So randomly recently I’ve had several people ask to read this paper that I wrote for a class back in 2008. I’m posting it here for general consumption.
WARNING! Super nerdy content ahead!
Star Trek as a Modern Day Myth:
The Shifting Interpretation of the Prime Directive
As any Trekker knows, Star Trek began as the brainchild of the visionary Gene Roddenberry. Not only did Roddenberry conceive the idea of the Star Trek universe, he also wrote or co-wrote many episodes of The Original Series and of The Next Generation. In the United Federation of Planets and its exploration-focused military force, Starfleet, Roddenberry created a utopian society based on humanism, friendship, tolerance, freedom, and mankind’s ability to overcome its basest instincts in favor of its inherent potential for goodness.
Although Roddenberry can accurately be called the father of Star Trek, the franchise’s development, like that of any child, was not influenced by its parent alone. As Jon Wagner puts it in his book Deep Space and Sacred Time: Star Trek in the American Mythos, “popular entertainment is always influenced, through a variety of direct and indirect avenues, by public taste and shared cultural assumptions” (8). Thus, the proverbial village had a hand in Trek’s rearing. Trek’s status as a shared cultural experience allowed the franchise to grow into one of the most enduring and popular myths in modern day America. Trek also makes exceptionally good mythic material due to the fact that it is set in the future. This may seem somewhat counterintuitive since traditionally, myths are set in the past, but in today’s science-focused society, we have the tendency to dismiss anything that is not factual and verifiable as “just a story.” That is not to say that myth is dead in modern day America – we have simply found different ways to frame our myths in order to make them plausible. One such way to accomplish this is to do precisely what Trek does: set the story in the future. Wagner writes, “both the future and the primordial time-before-time stand apart from concrete history, but with a big difference: the past either happened or it didn’t; but the future might happen” (7). The future is a blank canvas through which our logos-driven minds can be free to imagine a state of existence to which we can aspire.

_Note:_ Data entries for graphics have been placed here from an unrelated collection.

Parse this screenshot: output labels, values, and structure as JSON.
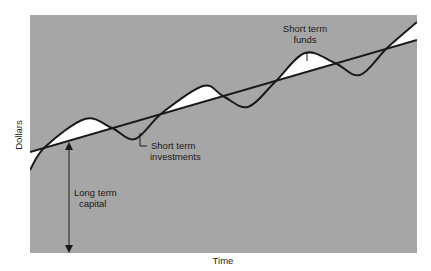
{
  "chart_data": {
    "type": "line",
    "title": "",
    "xlabel": "Time",
    "ylabel": "Dollars",
    "grid": false,
    "legend": null,
    "series": [
      {
        "name": "Long term capital (trend line)",
        "points": [
          [
            30,
            152
          ],
          [
            417,
            40
          ]
        ]
      },
      {
        "name": "Total funding need (seasonal curve)",
        "points": [
          [
            30,
            170
          ],
          [
            45,
            147
          ],
          [
            85,
            119
          ],
          [
            112,
            128
          ],
          [
            135,
            139
          ],
          [
            162,
            113
          ],
          [
            203,
            86
          ],
          [
            223,
            96
          ],
          [
            248,
            107
          ],
          [
            275,
            82
          ],
          [
            305,
            53
          ],
          [
            335,
            63
          ],
          [
            360,
            75
          ],
          [
            387,
            48
          ],
          [
            417,
            22
          ]
        ]
      }
    ],
    "annotations": [
      {
        "text": [
          "Short term",
          "funds"
        ],
        "x": 307,
        "y": 30
      },
      {
        "text": [
          "Short term",
          "investments"
        ],
        "x": 150,
        "y": 143
      },
      {
        "text": [
          "Long term",
          "capital"
        ],
        "x": 74,
        "y": 194
      }
    ],
    "colors": {
      "plot_background": "#a6a6a6",
      "fill_between": "#ffffff",
      "line": "#1a1a1a"
    }
  },
  "labels": {
    "ylabel": "Dollars",
    "xlabel": "Time",
    "funds_line1": "Short term",
    "funds_line2": "funds",
    "invest_line1": "Short term",
    "invest_line2": "investments",
    "capital_line1": "Long term",
    "capital_line2": "capital"
  }
}
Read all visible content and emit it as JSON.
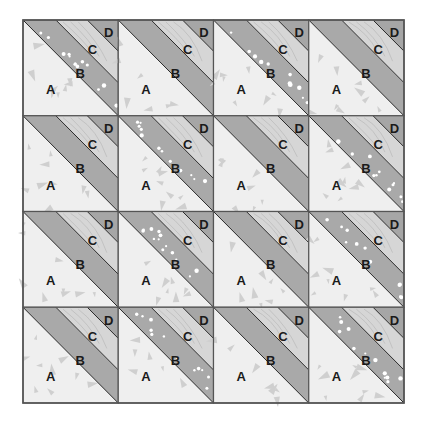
{
  "diagram": {
    "type": "quilt-block-layout",
    "grid": {
      "rows": 4,
      "cols": 4,
      "left": 23,
      "top": 20,
      "right": 404,
      "bottom": 403
    },
    "patch_labels": [
      "A",
      "B",
      "C",
      "D"
    ],
    "colors": {
      "background": "#ffffff",
      "A": "#efefef",
      "A_motif": "#cfcfcf",
      "B": "#a9a9a9",
      "C": "#d6d6d6",
      "C_contour": "#b4b4b4",
      "D": "#a6a6a6",
      "dot": "#ffffff",
      "seam": "#2a2a2a",
      "border": "#555555"
    },
    "geometry": {
      "ab_seam": [
        0.0,
        0.0,
        1.0,
        1.0
      ],
      "bc_seam": [
        0.345,
        0.0,
        1.0,
        0.655
      ],
      "cd_seam": [
        0.675,
        0.0,
        1.0,
        0.325
      ]
    },
    "label_positions": {
      "A": [
        0.29,
        0.72
      ],
      "B": [
        0.6,
        0.55
      ],
      "C": [
        0.73,
        0.3
      ],
      "D": [
        0.9,
        0.13
      ]
    },
    "blocks": [
      [
        {
          "row": 0,
          "col": 0,
          "dotted_b": true
        },
        {
          "row": 0,
          "col": 1,
          "dotted_b": false
        },
        {
          "row": 0,
          "col": 2,
          "dotted_b": true
        },
        {
          "row": 0,
          "col": 3,
          "dotted_b": false
        }
      ],
      [
        {
          "row": 1,
          "col": 0,
          "dotted_b": false
        },
        {
          "row": 1,
          "col": 1,
          "dotted_b": true
        },
        {
          "row": 1,
          "col": 2,
          "dotted_b": false
        },
        {
          "row": 1,
          "col": 3,
          "dotted_b": true
        }
      ],
      [
        {
          "row": 2,
          "col": 0,
          "dotted_b": false
        },
        {
          "row": 2,
          "col": 1,
          "dotted_b": true
        },
        {
          "row": 2,
          "col": 2,
          "dotted_b": false
        },
        {
          "row": 2,
          "col": 3,
          "dotted_b": true
        }
      ],
      [
        {
          "row": 3,
          "col": 0,
          "dotted_b": false
        },
        {
          "row": 3,
          "col": 1,
          "dotted_b": true
        },
        {
          "row": 3,
          "col": 2,
          "dotted_b": false
        },
        {
          "row": 3,
          "col": 3,
          "dotted_b": true
        }
      ]
    ]
  }
}
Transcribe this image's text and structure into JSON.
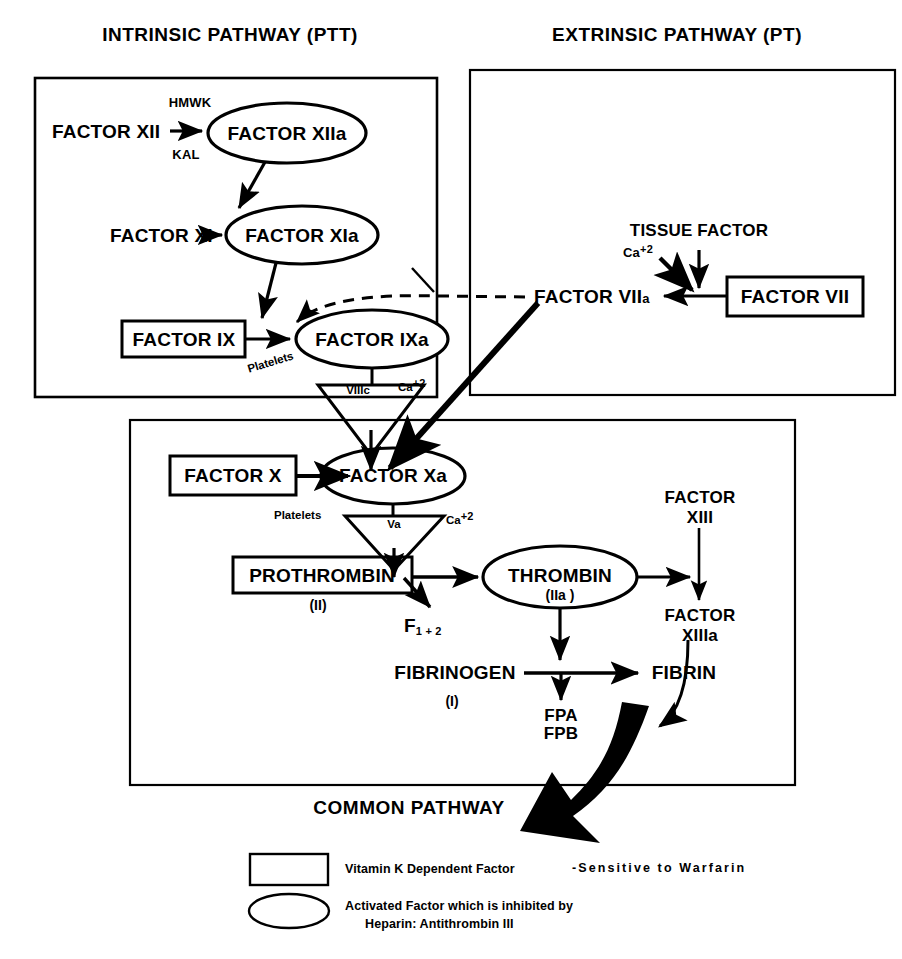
{
  "diagram": {
    "headers": {
      "intrinsic": "INTRINSIC PATHWAY (PTT)",
      "extrinsic": "EXTRINSIC PATHWAY (PT)",
      "common": "COMMON PATHWAY"
    },
    "intrinsic": {
      "factor_xii": "FACTOR XII",
      "hmwk": "HMWK",
      "kal": "KAL",
      "factor_xiia": "FACTOR XIIa",
      "factor_xi": "FACTOR XI",
      "factor_xia": "FACTOR XIa",
      "factor_ix": "FACTOR IX",
      "factor_ixa": "FACTOR IXa",
      "platelets": "Platelets",
      "viiic": "VIIIc",
      "ca_ix": "Ca",
      "ca_ix_sup": "+2"
    },
    "extrinsic": {
      "tissue_factor": "TISSUE FACTOR",
      "ca": "Ca",
      "ca_sup": "+2",
      "factor_viia": "FACTOR VII",
      "factor_viia_a": "a",
      "factor_vii": "FACTOR VII"
    },
    "common": {
      "factor_x": "FACTOR X",
      "factor_xa": "FACTOR Xa",
      "platelets_x": "Platelets",
      "va": "Va",
      "ca_x": "Ca",
      "ca_x_sup": "+2",
      "prothrombin": "PROTHROMBIN",
      "prothrombin_num": "(II)",
      "f12_label": "F",
      "f12_sub": "1 + 2",
      "thrombin": "THROMBIN",
      "thrombin_num": "(IIa )",
      "factor_xiii_l1": "FACTOR",
      "factor_xiii_l2": "XIII",
      "factor_xiiia_l1": "FACTOR",
      "factor_xiiia_l2": "XIIIa",
      "fibrinogen": "FIBRINOGEN",
      "fibrinogen_num": "(I)",
      "fpa": "FPA",
      "fpb": "FPB",
      "fibrin": "FIBRIN"
    },
    "legend": {
      "rect_text": "Vitamin K Dependent Factor",
      "rect_text2": "-Sensitive to Warfarin",
      "ellipse_line1": "Activated Factor which is inhibited by",
      "ellipse_line2": "Heparin: Antithrombin III"
    },
    "colors": {
      "ink": "#000000",
      "paper": "#ffffff"
    }
  }
}
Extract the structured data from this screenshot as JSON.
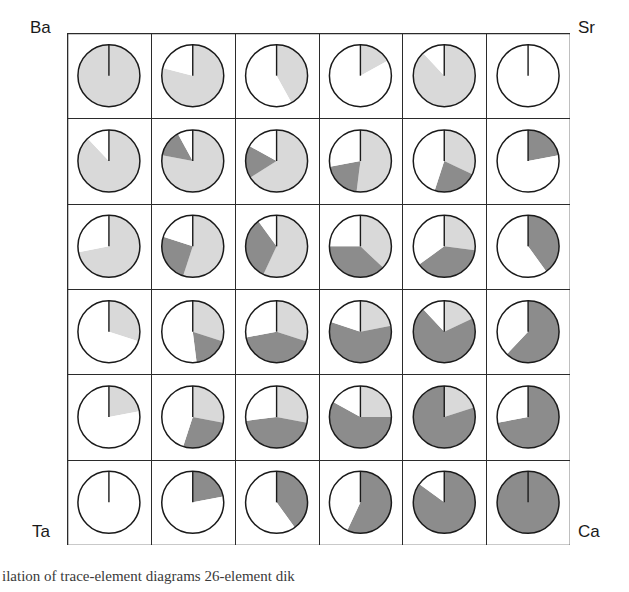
{
  "figure": {
    "type": "pie-matrix",
    "rows": 6,
    "cols": 6,
    "corner_labels": {
      "top_left": "Ba",
      "top_right": "Sr",
      "bottom_left": "Ta",
      "bottom_right": "Ca"
    },
    "caption": "ilation of trace-element diagrams     26-element dik"
  },
  "colors": {
    "light_gray": "#d9d9d9",
    "dark_gray": "#8c8c8c",
    "white": "#ffffff",
    "stroke": "#1a1a1a",
    "grid_line": "#2b2b2b",
    "text": "#1a1a1a"
  },
  "chart_data": {
    "type": "pie",
    "title": "",
    "xlabel": "",
    "ylabel": "",
    "series_names": [
      "light",
      "dark",
      "white"
    ],
    "legend_position": "none",
    "grid": true,
    "note": "6x6 matrix of 3-component pies; values are percentages of circle, drawn clockwise from 12 o'clock in order light, dark, white",
    "pies": [
      [
        {
          "light": 100,
          "dark": 0,
          "white": 0
        },
        {
          "light": 79,
          "dark": 0,
          "white": 21
        },
        {
          "light": 42,
          "dark": 0,
          "white": 58
        },
        {
          "light": 17,
          "dark": 0,
          "white": 83
        },
        {
          "light": 88,
          "dark": 0,
          "white": 12
        },
        {
          "light": 0,
          "dark": 0,
          "white": 100
        }
      ],
      [
        {
          "light": 88,
          "dark": 0,
          "white": 12
        },
        {
          "light": 78,
          "dark": 14,
          "white": 8
        },
        {
          "light": 66,
          "dark": 17,
          "white": 17
        },
        {
          "light": 52,
          "dark": 20,
          "white": 28
        },
        {
          "light": 32,
          "dark": 23,
          "white": 45
        },
        {
          "light": 0,
          "dark": 22,
          "white": 78
        }
      ],
      [
        {
          "light": 72,
          "dark": 0,
          "white": 28
        },
        {
          "light": 55,
          "dark": 25,
          "white": 20
        },
        {
          "light": 57,
          "dark": 33,
          "white": 10
        },
        {
          "light": 37,
          "dark": 38,
          "white": 25
        },
        {
          "light": 27,
          "dark": 38,
          "white": 35
        },
        {
          "light": 0,
          "dark": 40,
          "white": 60
        }
      ],
      [
        {
          "light": 30,
          "dark": 0,
          "white": 70
        },
        {
          "light": 30,
          "dark": 18,
          "white": 52
        },
        {
          "light": 30,
          "dark": 42,
          "white": 28
        },
        {
          "light": 22,
          "dark": 58,
          "white": 20
        },
        {
          "light": 18,
          "dark": 70,
          "white": 12
        },
        {
          "light": 0,
          "dark": 62,
          "white": 38
        }
      ],
      [
        {
          "light": 22,
          "dark": 0,
          "white": 78
        },
        {
          "light": 28,
          "dark": 27,
          "white": 45
        },
        {
          "light": 28,
          "dark": 45,
          "white": 27
        },
        {
          "light": 25,
          "dark": 58,
          "white": 17
        },
        {
          "light": 20,
          "dark": 80,
          "white": 0
        },
        {
          "light": 0,
          "dark": 72,
          "white": 28
        }
      ],
      [
        {
          "light": 0,
          "dark": 0,
          "white": 100
        },
        {
          "light": 0,
          "dark": 22,
          "white": 78
        },
        {
          "light": 0,
          "dark": 40,
          "white": 60
        },
        {
          "light": 0,
          "dark": 57,
          "white": 43
        },
        {
          "light": 0,
          "dark": 85,
          "white": 15
        },
        {
          "light": 0,
          "dark": 100,
          "white": 0
        }
      ]
    ]
  }
}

Like all utopias, however, Starfleet is not without its problems. As mentioned above, Roddenberry’s vision of the Trek cosmos places particular emphasis on freedom and tolerance—ideals that often conflict with one another. Starfleet’s General Order No. 1, which prohibits Starfleet members from interfering with the development of other societies, is often a casualty of this conflict. This order, known as the Prime Directive, places tolerance of cultural difference in a position of utmost importance in Starfleet’s credo. Interference can range from revealing the presence of life on other planets to societies that are not yet aware of this reality to exposing a culture to a technology they have not yet developed themselves to aiding one side over another in a war or conflict. Clearly, the latter situation presents a moral dilemma when one party is oppressing or exploiting another. Which is more important: the oppressed or exploited society’s right to liberty, or Starfleet’s non-interference policy? Trek’s answer to this question varies depending on the social climate in the US and in the world at the time of the series in question: The Original Series tends to value freedom over diversity; The Next Generation places respect for cultural difference over the pursuit of liberty; Deep Space 9, in the postmodern spirit of the 1990s, attempts to mediate the two perspectives; and Enterprise represents a return to innocence of sorts, backing away from postmodernism and reaffirming respect for diversity as the pinnacle of enlightenment.